Deborah Remington (1930-2010) was an American abstract painter known for her illusory hard-edge abstraction as well as being an important contributor to the Bay Area Beat scene of the 1950's.
Remington was a descendant of famed American painter Frederic Remington (1861-1909), who was renowned for his portrayals of the American West.
As a teenager Remington began taking art classes, eventually moving to California to study at the San Fransisco Art Institute, where she studied under Clyfford Still. Upon graduating with a BFA in 1955, Remington was closely associated with the Bay Area Beat scene of the 50's.
Along with five other poets and painters, she started the legendary Gallery Six in San Francisco. The gallery was a trailblazing public manifestation of the Beat Generation movement, and lives on in American history as the gallery where Beatnik icon and writer Allen Ginsberg debuted his legendary poem "Howl" in 1955.
Post-graduation Remington travelled through Asia for a few years where she studied calligraphy and ink wash painting techniques while acting in B-movies on the side.
During the 1960's and 70's Remington developed her unique visual style and created many of her best known works. Like many artists embracing abstraction at the time, Remington eschewed traditional subject matters and iconography. Instead, she developed her own hard-edge visual language using machine-like precision in her execution.
This lithograph encapsulates Remington's practice, containing many of her visual signatures. Like the best of her works, this lithograph features a dark background with an abstract shape containing near-bilateral symmetry in the centre. At the heart of the shape is a glowing red oval, one of Remington's most frequently employed shapes. The vibrant oval is ensconced within, or framed by, flaming orange outlines and a blue hard-edge shapes.
While Remington has a broader palette than Louise Nevelson and Lee Bontecou, she shares a certain aesthetic sensibility with both artists. All three artists presented forms and textures that seemed otherworldly, sculptural and void of any "feminine" characteristics.
Remington often created dark green backgrounds with abstracted shapes completed in vibrant hues of red, blue, and orange. The fields of color are expertly executed gradients, another trademark of Remington's. The dark background graduates vertically from charcoal to forest green; while the oval shifts in tone from dark garnet into flaming ruby. Ensconcing the oval are the blue shapes which mirror the same tonal shift, but instead shift from cobalt into bright sapphire.
This work from Remington's most renowned era showcases her singular, kaleidoscopic vision.
To read more about Remington's development and style as an artist check out this Art Forum article here.
Remington's works can be found within the permanent collections of many of the most prestigious art institutions in the world including; the Metropolitan Museum of Art (NY), the Pompidou Centre (Paris), the Museum of Modern Art (MoMa), the Whitney Museum (NY), and the Smithsonian (NY).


# Work to be completed
Your answer should be a single number: the count of lines in the records below containing the word "Load".

# Source information
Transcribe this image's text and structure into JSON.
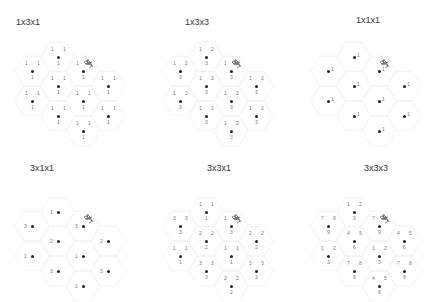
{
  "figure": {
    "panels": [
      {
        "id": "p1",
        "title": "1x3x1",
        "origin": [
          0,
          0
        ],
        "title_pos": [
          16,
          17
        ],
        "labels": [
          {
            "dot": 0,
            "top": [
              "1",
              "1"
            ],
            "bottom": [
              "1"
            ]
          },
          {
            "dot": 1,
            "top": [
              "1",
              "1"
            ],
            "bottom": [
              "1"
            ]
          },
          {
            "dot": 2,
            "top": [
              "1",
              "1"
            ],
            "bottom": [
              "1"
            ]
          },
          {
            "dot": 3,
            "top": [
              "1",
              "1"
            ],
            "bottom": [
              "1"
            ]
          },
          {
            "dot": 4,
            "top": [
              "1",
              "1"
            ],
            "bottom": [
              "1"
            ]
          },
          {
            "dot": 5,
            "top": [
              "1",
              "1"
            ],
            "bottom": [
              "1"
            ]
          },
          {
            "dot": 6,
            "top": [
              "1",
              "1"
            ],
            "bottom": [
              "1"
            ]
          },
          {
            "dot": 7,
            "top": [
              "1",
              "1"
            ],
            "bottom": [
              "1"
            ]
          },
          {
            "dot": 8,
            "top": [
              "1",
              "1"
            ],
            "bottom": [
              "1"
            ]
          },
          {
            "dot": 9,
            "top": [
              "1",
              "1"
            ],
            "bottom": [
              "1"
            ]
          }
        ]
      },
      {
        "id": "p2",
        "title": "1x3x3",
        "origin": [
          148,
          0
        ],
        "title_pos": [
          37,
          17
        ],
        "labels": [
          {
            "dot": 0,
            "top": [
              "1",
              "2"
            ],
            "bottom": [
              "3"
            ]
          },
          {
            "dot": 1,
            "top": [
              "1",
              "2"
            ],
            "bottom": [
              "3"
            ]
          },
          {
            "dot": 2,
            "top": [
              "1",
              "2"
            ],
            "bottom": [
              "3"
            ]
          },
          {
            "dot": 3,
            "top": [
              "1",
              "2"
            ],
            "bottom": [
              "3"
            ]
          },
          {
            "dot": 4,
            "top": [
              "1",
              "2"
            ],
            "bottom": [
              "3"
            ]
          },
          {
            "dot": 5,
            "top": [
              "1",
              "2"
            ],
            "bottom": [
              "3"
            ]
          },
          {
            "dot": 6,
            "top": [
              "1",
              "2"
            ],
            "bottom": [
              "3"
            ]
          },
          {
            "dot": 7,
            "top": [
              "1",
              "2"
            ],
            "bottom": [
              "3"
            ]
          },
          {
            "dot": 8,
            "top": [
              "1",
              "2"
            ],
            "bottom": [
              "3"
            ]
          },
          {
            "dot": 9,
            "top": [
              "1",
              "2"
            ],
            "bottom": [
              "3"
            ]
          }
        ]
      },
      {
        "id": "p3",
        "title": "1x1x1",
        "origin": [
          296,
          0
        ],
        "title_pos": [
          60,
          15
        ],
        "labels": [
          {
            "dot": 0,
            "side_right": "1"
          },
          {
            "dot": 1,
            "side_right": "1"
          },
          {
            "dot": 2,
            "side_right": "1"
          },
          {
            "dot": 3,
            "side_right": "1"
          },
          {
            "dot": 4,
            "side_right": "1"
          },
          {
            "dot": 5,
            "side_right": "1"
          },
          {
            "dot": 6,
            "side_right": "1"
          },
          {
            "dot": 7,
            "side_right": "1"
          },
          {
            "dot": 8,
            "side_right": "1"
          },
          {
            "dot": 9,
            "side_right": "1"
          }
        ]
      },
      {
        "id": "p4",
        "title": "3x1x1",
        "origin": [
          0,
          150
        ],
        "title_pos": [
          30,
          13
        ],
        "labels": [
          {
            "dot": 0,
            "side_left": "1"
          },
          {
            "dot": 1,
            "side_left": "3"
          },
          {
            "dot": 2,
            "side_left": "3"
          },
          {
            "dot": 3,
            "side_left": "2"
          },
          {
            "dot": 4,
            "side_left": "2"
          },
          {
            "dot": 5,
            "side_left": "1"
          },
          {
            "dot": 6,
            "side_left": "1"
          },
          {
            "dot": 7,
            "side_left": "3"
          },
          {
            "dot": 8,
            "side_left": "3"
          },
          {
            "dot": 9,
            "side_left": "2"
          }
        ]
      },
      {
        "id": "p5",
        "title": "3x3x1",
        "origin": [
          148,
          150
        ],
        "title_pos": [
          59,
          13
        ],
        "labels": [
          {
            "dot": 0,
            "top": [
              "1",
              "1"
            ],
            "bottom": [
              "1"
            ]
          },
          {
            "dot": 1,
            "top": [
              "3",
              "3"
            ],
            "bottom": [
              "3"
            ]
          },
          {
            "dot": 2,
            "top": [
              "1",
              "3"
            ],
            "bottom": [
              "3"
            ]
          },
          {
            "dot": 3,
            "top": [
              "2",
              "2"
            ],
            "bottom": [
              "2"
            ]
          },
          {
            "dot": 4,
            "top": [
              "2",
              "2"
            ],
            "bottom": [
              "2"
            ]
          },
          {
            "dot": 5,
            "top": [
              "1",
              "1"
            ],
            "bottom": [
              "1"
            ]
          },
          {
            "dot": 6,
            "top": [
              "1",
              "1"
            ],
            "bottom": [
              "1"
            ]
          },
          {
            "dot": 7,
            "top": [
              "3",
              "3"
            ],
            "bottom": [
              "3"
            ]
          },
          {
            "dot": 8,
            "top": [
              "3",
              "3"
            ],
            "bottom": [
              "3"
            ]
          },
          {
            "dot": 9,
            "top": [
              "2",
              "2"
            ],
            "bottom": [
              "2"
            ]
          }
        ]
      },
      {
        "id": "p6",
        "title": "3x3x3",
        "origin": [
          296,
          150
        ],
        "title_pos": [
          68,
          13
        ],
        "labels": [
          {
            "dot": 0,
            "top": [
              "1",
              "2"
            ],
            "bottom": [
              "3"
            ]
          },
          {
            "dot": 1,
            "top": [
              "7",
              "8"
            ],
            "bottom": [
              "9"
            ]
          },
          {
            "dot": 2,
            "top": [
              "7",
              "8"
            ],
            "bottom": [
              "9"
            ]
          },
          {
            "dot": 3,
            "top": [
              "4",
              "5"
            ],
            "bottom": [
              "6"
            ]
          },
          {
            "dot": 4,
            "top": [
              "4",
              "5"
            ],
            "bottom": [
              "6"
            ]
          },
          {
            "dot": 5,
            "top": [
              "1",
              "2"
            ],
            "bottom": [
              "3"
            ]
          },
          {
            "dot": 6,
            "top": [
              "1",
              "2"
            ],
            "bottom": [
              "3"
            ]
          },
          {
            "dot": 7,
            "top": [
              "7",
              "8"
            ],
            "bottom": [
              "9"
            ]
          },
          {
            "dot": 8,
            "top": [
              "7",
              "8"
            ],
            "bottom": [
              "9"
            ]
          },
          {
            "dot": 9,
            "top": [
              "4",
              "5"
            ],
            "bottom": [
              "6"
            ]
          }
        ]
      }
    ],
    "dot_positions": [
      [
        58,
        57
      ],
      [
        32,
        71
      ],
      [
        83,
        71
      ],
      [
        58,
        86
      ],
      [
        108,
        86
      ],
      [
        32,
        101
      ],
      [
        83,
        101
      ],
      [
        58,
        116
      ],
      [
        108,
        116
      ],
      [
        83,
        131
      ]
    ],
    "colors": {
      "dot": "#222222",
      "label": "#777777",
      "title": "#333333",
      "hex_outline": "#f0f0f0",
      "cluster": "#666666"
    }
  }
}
==
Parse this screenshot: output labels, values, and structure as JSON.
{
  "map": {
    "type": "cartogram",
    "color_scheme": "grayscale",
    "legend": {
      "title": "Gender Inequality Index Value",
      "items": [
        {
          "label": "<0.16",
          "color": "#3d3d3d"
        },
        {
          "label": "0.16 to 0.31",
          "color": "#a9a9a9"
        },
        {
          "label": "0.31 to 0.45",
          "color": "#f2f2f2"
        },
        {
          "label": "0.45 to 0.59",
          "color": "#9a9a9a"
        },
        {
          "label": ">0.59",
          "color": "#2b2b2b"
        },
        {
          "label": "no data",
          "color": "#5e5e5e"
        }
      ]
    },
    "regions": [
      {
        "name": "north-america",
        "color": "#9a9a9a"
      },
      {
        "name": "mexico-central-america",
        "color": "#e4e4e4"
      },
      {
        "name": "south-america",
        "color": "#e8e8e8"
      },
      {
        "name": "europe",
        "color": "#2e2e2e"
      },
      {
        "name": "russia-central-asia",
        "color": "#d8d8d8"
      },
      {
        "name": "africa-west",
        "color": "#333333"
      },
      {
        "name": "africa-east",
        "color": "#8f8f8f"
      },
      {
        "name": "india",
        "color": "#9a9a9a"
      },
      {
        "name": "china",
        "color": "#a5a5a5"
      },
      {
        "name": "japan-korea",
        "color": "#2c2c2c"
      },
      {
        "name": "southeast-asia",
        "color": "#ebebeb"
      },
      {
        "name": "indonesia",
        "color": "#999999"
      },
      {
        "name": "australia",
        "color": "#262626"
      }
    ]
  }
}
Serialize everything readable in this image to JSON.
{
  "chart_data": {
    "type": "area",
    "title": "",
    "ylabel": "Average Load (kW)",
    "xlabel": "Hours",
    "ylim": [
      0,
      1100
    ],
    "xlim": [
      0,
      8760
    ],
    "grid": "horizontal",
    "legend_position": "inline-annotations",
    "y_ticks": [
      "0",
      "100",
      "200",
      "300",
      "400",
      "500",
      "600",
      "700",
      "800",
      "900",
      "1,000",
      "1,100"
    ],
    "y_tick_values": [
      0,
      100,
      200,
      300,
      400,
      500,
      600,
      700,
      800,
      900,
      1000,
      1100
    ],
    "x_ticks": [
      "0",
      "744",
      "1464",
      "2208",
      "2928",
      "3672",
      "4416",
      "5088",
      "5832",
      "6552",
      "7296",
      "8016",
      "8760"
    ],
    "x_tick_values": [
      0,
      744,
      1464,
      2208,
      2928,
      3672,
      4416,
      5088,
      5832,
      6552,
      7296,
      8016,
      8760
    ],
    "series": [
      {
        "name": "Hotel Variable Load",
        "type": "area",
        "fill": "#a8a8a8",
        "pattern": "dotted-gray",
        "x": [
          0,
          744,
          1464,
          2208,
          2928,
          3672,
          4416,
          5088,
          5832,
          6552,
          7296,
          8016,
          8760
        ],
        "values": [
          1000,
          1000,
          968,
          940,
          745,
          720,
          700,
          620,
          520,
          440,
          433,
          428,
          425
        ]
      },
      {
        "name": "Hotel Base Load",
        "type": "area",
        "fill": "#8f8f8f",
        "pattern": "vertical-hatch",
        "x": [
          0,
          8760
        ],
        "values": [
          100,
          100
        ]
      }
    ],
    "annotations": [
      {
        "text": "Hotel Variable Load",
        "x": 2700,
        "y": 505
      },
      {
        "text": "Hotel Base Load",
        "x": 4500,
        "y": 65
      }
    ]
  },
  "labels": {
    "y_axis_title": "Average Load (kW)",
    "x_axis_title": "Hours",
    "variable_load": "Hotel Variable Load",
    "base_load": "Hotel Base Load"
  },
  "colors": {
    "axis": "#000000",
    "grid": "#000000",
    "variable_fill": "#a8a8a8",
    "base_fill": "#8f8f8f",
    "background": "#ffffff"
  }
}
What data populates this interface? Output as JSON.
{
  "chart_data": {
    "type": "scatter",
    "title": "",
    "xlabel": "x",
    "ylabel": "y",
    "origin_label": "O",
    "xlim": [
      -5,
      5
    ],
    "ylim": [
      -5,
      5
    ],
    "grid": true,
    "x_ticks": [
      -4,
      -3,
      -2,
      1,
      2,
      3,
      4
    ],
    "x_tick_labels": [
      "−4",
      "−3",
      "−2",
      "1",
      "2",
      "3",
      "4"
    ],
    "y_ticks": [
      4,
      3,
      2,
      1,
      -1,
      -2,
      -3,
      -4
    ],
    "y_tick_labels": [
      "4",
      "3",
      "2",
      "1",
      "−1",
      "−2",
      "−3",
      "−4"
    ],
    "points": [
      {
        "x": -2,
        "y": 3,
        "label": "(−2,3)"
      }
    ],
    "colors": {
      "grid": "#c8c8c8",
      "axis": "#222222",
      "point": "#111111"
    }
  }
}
---
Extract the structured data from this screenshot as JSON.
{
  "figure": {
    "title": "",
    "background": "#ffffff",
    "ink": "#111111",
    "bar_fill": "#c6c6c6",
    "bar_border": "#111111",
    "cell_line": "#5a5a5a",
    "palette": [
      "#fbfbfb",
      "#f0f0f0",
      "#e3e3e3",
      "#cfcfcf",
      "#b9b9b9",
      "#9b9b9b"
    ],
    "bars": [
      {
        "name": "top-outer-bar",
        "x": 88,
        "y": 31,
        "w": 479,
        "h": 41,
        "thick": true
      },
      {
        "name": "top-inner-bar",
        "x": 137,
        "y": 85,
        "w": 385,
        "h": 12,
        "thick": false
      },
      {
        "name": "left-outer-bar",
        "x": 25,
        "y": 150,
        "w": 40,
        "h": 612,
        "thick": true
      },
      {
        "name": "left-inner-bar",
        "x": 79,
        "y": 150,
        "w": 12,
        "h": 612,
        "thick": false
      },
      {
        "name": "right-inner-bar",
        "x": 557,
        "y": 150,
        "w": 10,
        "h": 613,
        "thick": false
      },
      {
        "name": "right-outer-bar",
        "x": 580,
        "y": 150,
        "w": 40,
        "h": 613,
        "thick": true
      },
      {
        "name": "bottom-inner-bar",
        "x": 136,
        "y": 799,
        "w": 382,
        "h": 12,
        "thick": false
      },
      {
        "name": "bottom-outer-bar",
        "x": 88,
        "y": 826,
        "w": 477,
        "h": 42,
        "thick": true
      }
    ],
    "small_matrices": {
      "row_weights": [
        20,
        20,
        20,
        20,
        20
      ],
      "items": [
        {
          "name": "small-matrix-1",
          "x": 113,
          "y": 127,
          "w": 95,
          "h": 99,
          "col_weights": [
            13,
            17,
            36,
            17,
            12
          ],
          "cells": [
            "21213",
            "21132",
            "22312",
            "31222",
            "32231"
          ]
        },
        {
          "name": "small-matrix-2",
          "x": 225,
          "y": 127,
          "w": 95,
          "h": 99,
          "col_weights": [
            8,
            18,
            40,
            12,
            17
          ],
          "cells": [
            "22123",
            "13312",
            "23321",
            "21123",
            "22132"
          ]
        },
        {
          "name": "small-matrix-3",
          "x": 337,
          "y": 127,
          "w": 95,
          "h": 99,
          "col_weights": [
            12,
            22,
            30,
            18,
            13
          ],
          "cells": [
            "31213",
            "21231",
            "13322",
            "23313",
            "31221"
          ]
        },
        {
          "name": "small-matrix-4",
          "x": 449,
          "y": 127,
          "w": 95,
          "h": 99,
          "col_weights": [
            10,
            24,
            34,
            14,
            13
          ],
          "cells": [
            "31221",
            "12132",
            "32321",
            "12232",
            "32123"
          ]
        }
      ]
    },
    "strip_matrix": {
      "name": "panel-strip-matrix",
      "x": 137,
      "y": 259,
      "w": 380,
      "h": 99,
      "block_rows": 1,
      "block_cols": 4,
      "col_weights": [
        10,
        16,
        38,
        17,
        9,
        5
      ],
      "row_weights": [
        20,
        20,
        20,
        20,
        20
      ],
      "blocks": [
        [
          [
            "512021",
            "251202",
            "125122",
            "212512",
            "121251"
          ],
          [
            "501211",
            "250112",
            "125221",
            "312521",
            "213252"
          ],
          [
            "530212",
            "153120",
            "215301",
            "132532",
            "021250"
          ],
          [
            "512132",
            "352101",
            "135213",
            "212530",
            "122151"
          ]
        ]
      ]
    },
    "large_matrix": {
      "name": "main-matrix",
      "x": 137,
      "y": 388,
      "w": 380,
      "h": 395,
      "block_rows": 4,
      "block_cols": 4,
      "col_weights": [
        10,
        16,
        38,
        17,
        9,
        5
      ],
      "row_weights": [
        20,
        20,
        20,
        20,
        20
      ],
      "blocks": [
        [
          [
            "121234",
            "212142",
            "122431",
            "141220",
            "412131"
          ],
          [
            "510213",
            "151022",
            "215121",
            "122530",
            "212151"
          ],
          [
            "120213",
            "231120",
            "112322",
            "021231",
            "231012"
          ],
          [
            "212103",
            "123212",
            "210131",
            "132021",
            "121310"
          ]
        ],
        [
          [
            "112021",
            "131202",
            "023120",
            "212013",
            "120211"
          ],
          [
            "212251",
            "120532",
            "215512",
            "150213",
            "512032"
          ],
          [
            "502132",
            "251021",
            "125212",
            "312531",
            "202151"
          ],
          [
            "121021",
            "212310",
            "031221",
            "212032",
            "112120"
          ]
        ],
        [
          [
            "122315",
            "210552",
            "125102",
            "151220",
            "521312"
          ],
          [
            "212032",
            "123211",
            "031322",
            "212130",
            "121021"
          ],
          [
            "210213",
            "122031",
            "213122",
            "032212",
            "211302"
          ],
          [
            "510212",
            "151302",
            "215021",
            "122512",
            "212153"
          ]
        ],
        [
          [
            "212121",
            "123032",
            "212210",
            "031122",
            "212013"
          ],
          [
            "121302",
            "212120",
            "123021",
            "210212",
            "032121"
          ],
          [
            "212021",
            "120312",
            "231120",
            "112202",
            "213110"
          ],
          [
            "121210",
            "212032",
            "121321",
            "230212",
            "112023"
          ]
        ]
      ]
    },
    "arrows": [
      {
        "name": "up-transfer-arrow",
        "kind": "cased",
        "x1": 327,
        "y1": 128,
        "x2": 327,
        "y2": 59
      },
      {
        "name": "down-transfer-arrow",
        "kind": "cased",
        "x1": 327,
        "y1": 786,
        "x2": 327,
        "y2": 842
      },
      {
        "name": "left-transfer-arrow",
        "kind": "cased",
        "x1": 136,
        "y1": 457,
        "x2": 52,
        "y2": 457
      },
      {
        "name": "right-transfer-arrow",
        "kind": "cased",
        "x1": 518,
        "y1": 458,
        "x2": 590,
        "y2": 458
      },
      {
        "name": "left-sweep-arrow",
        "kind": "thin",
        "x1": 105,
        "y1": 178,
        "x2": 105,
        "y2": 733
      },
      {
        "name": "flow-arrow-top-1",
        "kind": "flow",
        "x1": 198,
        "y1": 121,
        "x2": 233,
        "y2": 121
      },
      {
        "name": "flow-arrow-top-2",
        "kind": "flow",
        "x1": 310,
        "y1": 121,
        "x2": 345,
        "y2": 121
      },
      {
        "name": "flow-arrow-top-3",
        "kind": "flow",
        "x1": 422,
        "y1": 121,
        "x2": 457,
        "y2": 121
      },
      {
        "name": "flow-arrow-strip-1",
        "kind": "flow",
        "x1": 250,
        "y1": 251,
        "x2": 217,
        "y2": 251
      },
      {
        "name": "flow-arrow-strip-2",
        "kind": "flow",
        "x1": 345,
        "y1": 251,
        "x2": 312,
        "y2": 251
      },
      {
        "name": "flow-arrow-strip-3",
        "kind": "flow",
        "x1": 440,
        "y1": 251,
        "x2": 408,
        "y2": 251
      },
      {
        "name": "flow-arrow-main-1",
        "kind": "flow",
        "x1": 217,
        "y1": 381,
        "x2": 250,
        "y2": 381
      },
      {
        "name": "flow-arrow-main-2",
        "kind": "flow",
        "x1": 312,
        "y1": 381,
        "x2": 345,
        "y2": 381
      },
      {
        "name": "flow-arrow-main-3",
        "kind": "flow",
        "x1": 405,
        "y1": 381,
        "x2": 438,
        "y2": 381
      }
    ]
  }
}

# Answer box
8